Honest To Blog
by Carina Santos
Catfish (2010)
D: Henry Joost, Ariel Schulman
S: Yaniv Schulman, Ariel Schulman, Melody C. Roscher, Megan Faccio
The story behind this year’s Catfish is simple enough. A photographer from New York, Nev, meets an extraordinary Michigan family through Facebook, first conversing with an eight-year-old child prodigy, Abby Pierce, who loves to paint. In a flurry of pictures and paintings sent back and forth, he forms relations with her and her family. And then, of course, he develops feelings for Abby’s older half-sister, Megan. Megan who is beautiful, talented, sweet, and also, Megan whom he has never met.

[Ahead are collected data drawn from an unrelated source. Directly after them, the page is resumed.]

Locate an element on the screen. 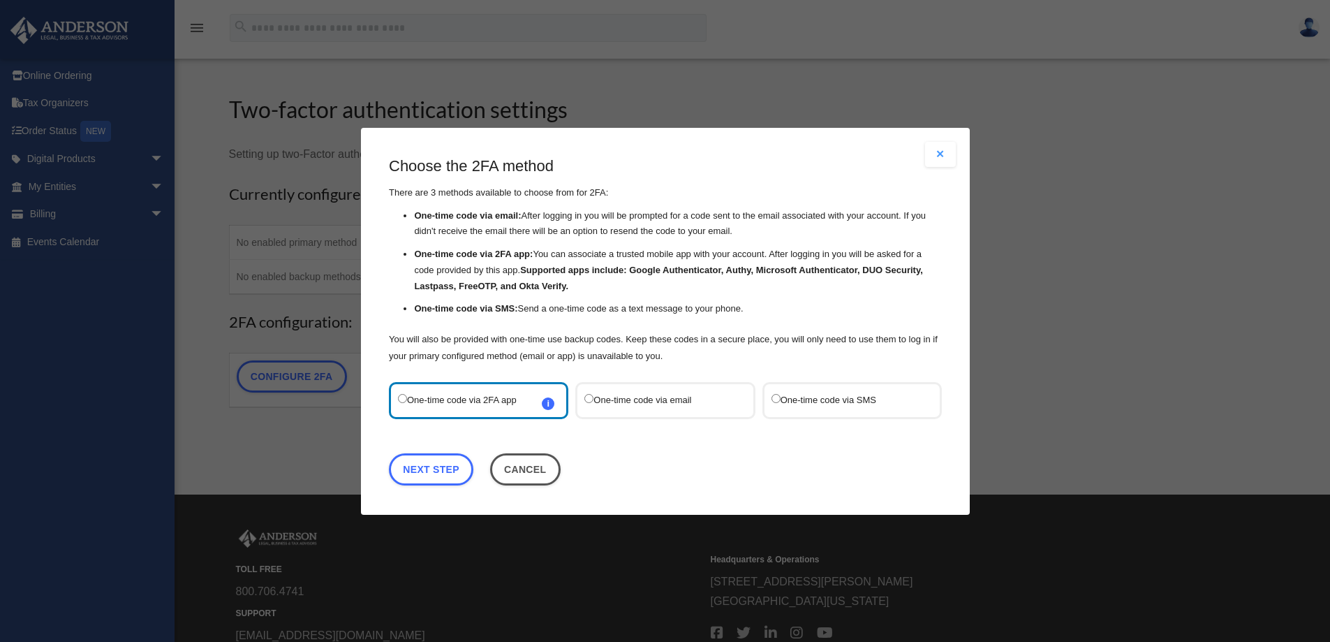  li: Send a one-time code as a text message to your phone. is located at coordinates (678, 309).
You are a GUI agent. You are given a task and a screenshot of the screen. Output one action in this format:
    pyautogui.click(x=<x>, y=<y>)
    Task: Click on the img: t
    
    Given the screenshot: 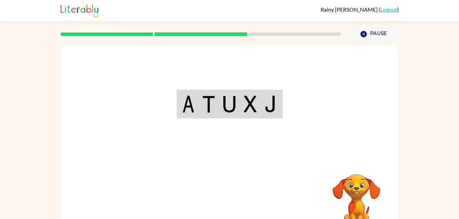 What is the action you would take?
    pyautogui.click(x=208, y=104)
    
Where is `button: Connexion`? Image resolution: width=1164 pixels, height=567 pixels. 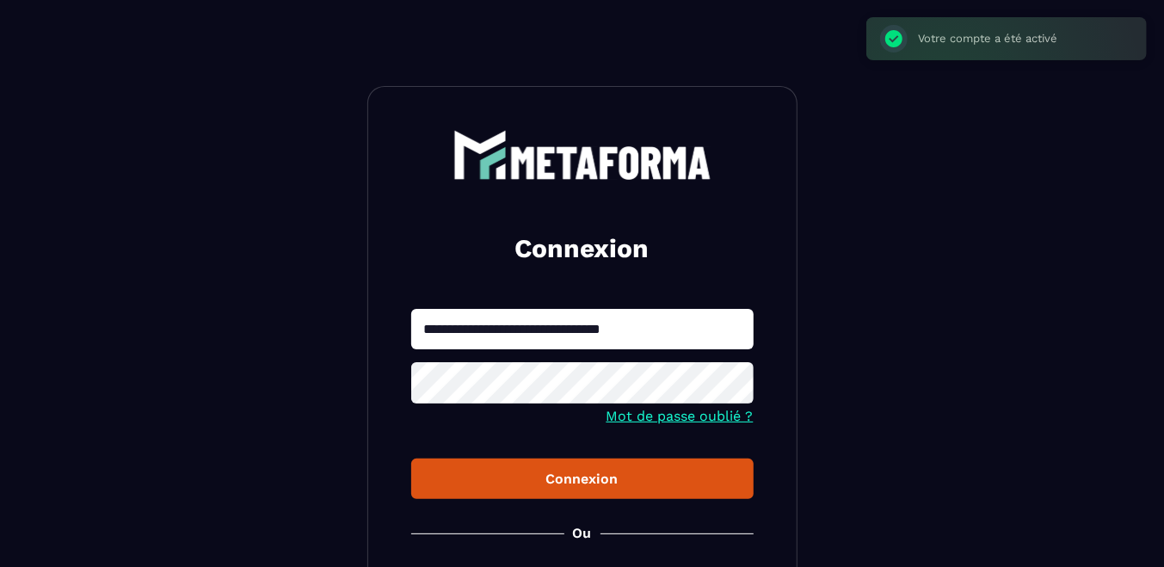
button: Connexion is located at coordinates (583, 478).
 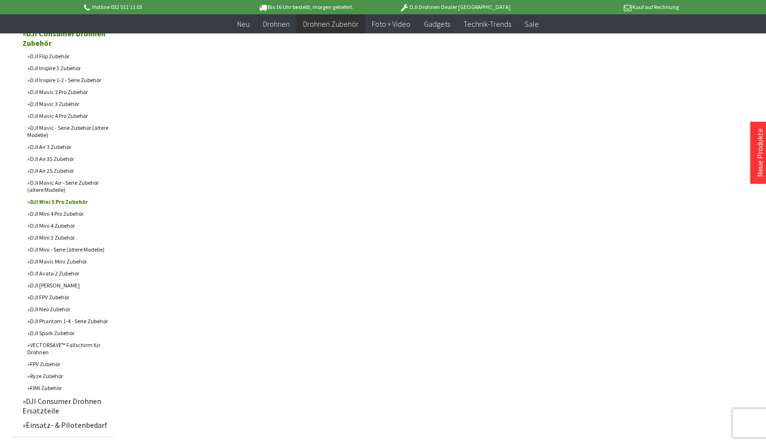 What do you see at coordinates (65, 38) in the screenshot?
I see `a: DJI Consumer Drohnen Zubehör` at bounding box center [65, 38].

The whole experience gets filmed by his brother, Rel, and their friend, Henry. What seems to start out like a beautifully strange connection with a surprising group of strangers sort of spirals into what a lot of online relationships turn out to be.
The legitimacy of Catfish is what is raised most often. Perhaps because it heavily deals with the determination of what is true and what is not true. Perhaps, it is also because the progression of the story is so unreal, too painful and acute, that it lies on the “too good to be true” plane. However, I’d like to think that whether it is real or not real is beside the point, because the bigger issues that surround Catfish are so much more important to reveal.

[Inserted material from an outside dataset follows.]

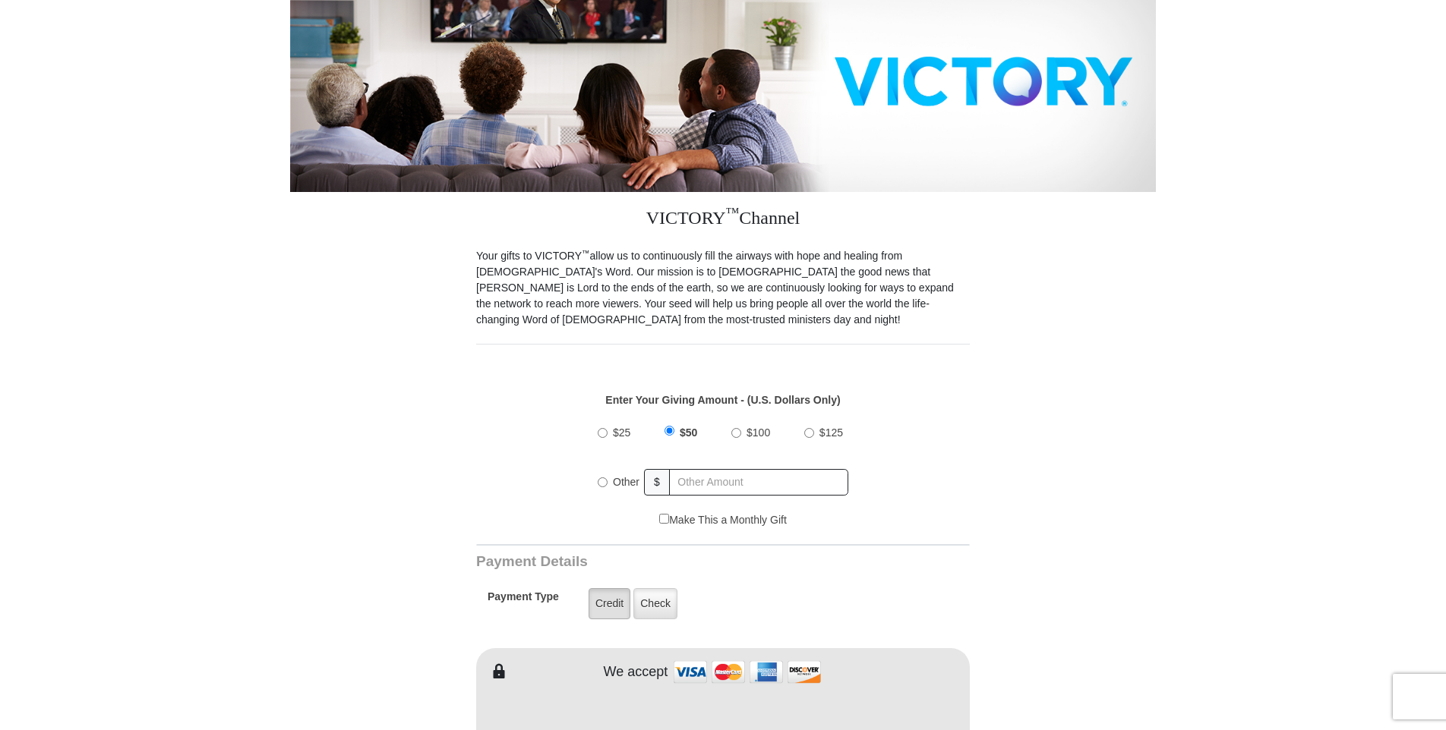  I want to click on h3: VICTORY Channel, so click(723, 220).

I’m of the opinion that it’s best to view the film with very little expectation, and very little knowledge of what actually unfolds. The only things you need to know, story-wise, are contained in that short, opening paragraph. To experience Catfish in the best possible way, you must go into it, virtually a clean slate, and allow yourself to discover the truths about the human condition, in the way that the filmmakers intended you to. Forget the hype, or what you’ve read, or what people have been telling you about it. Forget the stupid trailer that made it look like some sort of Blair Witch Project spin-off. Stop reading this review and start watching it right now, even. Then go back here, so that we can talk about what you have just learned about yourself and about other people.
It’s easy to dismiss the events that unravel, and it’s easy to judge everyone involved of gross perversion, craziness, exploitation, and what-have-you. It’s easy when you haven’t been to the places that they have, in terms of all-encompassing loneliness, of grief. When people need a place to escape, they tend to take the easiest way out. With the Internet, lots of possibilities are opened up.

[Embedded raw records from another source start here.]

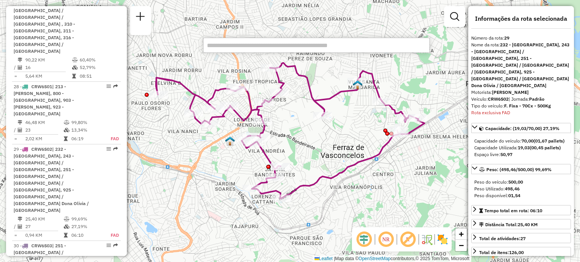  What do you see at coordinates (521, 141) in the screenshot?
I see `div: Capacidade do veículo:` at bounding box center [521, 141].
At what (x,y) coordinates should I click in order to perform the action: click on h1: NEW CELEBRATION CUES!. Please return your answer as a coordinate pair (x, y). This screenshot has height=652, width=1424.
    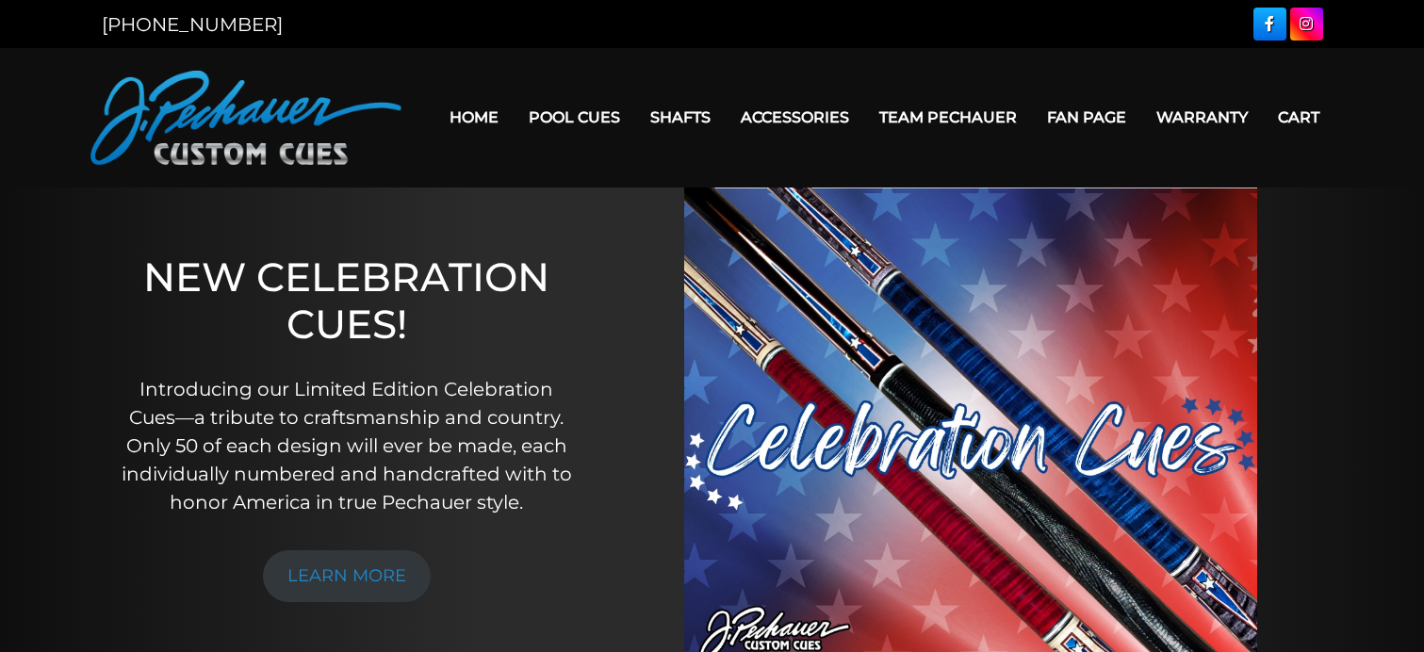
    Looking at the image, I should click on (346, 301).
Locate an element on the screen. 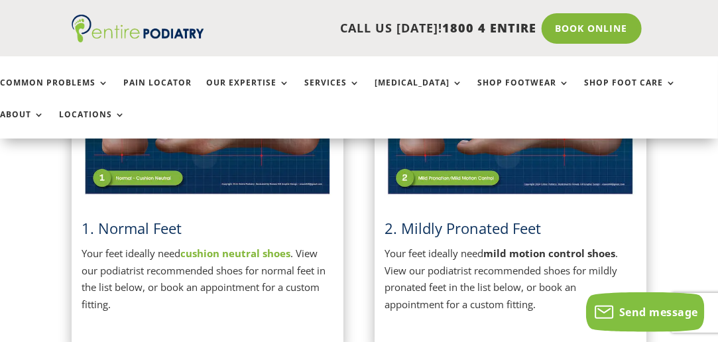  p: Your feet ideally need . View our podiatrist recommended shoes for mildly pronated feet in the li... is located at coordinates (510, 279).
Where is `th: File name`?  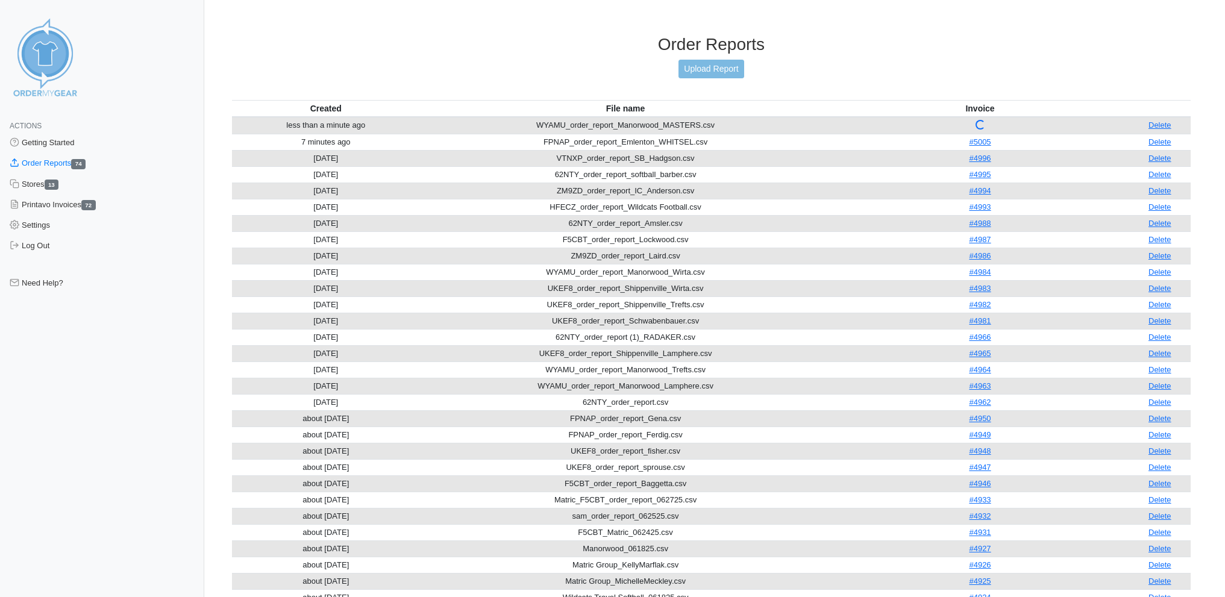
th: File name is located at coordinates (626, 108).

What Catfish is is a confrontation of so many different issues that surround the human experience—the connections we make, the kind of people we make ourselves out to be—especially the issues that the people who hide behind the Internet, anonymity, and made-up personas are afraid to confront, but are deeply concerned with. The Internet becomes a vehicle for escapism, but it also grows to be a crutch that some people struggle to learn to live without. The possibilities are endless, but it doesn’t mean that you have to cross each one.
There are so many things still to be said about Catfish and what it reveals to us about how we form relationships: from what we consciously and subconsciously project to others about ourselves (I would go on about how we carefully construct our identities according to what kind of impression we want to make, but that’s another story), to how easy it is to connect with a person, to figuring out which of these connections (and which of these people, for that matter) are “real.” What do people mean by “in real life”? Where is the line drawn? Does the line even exist anymore?
Catfish opens shutters, windows, doors for these discussions and creates the space for us to really understand what it means to be a person living in these somewhat Dickensian times, the best of times/the worst of times, whether or not Catfish is real or not real.
Great review. Everyone, please
Nice! I wish my Catfish review I wrote for my school newspaper had been this awesome.